Lewis Noble - River Series 2010
Lewis Noble has lived and worked in Derbyshire since 1996. His focus lies in painting the physical and emotional impact of the landscape on the senses and how it the experience of being in landscape affects us as human beings. The result is a body of work that speaks to the very heart of what it means to be part of the environment around us.
In recent years Lewis Noble has focused exclusively on painting the landscape. This provides the opportunity to experiment with ‘pure painting’ whilst retaining an essential grounding in observation. Noble’s work draws on the diverse landscapes of the Peak District, Scotland, Wales and France and USA. Creating clear, defined bodies of work, he explores his chosen subject through changing emotions, movement, light & colour.

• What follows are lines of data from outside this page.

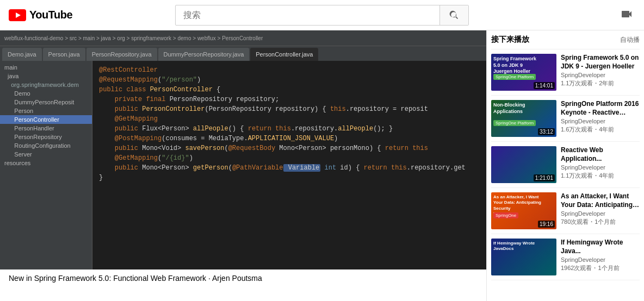  I want to click on related-video-1: Spring Framework5.0 on JDK 9Juergen Hoel…, so click(566, 73).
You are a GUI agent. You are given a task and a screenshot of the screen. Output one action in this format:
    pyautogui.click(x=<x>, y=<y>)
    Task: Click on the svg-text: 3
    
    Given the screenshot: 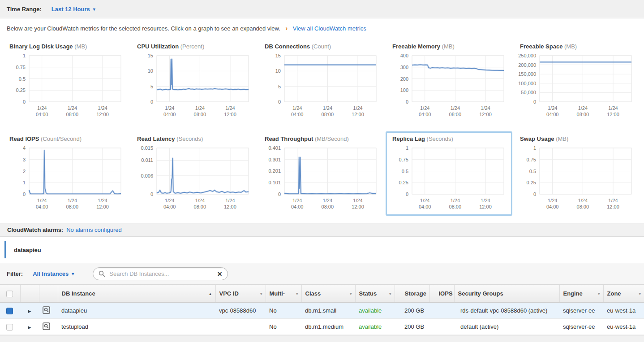 What is the action you would take?
    pyautogui.click(x=24, y=160)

Lewis Noble has lived and worked in Derbyshire since 1996. In recent years he has focused exclusively on painting landscape because it provides the opportunity to experiment with “pure painting”. He was Derbyshire’s artist-in-residence during 2001 as part of the Vickers Art Prize, when he produced paintings at four prominent locations around the county. He has just completed a year-long project at Chatsworth House, capturing his response to the many varied aspects of this major country house estate in large scale studio paintings as well as in paintings completed in the landscape around Chatsworth.
Lewis’s River Series grew out of the Chatsworth project: he felt there was more to be done with the image of the reflection of light in the Sowter Stone Pool, which lies at the edge of Stand Wood behind the house, and which was one of the first places he painted during his year there. It is also where the idea for the main theme of the project first occurred to him, to follow the flow of water through the estate by a series of diverse yet connected paintings.

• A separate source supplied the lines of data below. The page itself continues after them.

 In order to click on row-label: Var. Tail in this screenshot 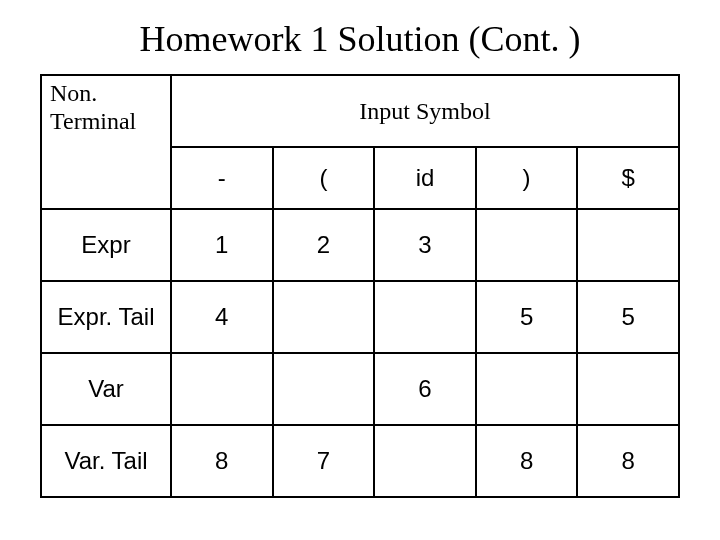, I will do `click(106, 461)`.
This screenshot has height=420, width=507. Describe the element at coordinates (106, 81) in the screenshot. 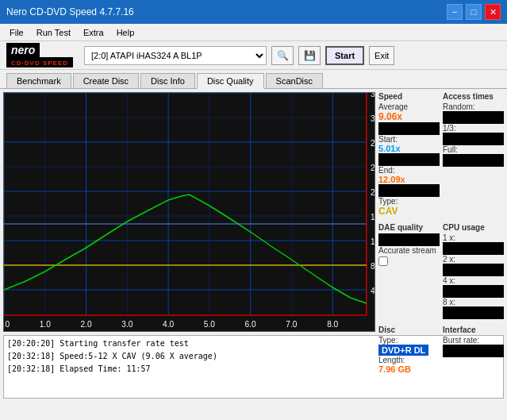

Lewis has returned to the idea of seeing the landscape reflected in bodies of water several time over the past 15 years or so as he is very taken with having to look into the landscape in order to see it. You are not simply looking at a view or a static moment, you have to peer though the water to see what is there, whether that is sky or trees or buildings or your own reflection even. In many of these works he has used small leaves to print (in many layers sometimes) onto the painting surface. “This appeals to me as it means I am able to make a direct connection with the actual landscape,” he explains.
“These paintings are not snapshots of the landscape at any one particular moment but I like to think that they have time in them, that they are still in motion and with the layering of surface and physical depth they can stand in for the landscape as a whole.”
Beckie Reed
Beckie Reed has built up quite a following for her paintings of the vast skies and landscapes of East Anglia, where she lives and grew up. Wild, textured skies rising over tightly painted fields and coastal scenes still make an appearance but many of her newest paintings are of woodland, with shafts of light or the glow of a sunset filtering through finely delineated foliage.
She paints mainly in acrylic on canvas and incorporates other mediums to build textures and layers, resulting in bright, lively landscapes that are full of visual contrast.
“In my latest body of works I have been freeing up and experimenting with different painting techniques. I love the element of surprise when you don't know how the paint's going to react. This can most clearly be seen in my woodland pieces. I have tried to capture the movement in the trees and the light breaking through. I've also been using a lot of enamel paint recently and love the depth and contrast it gives.”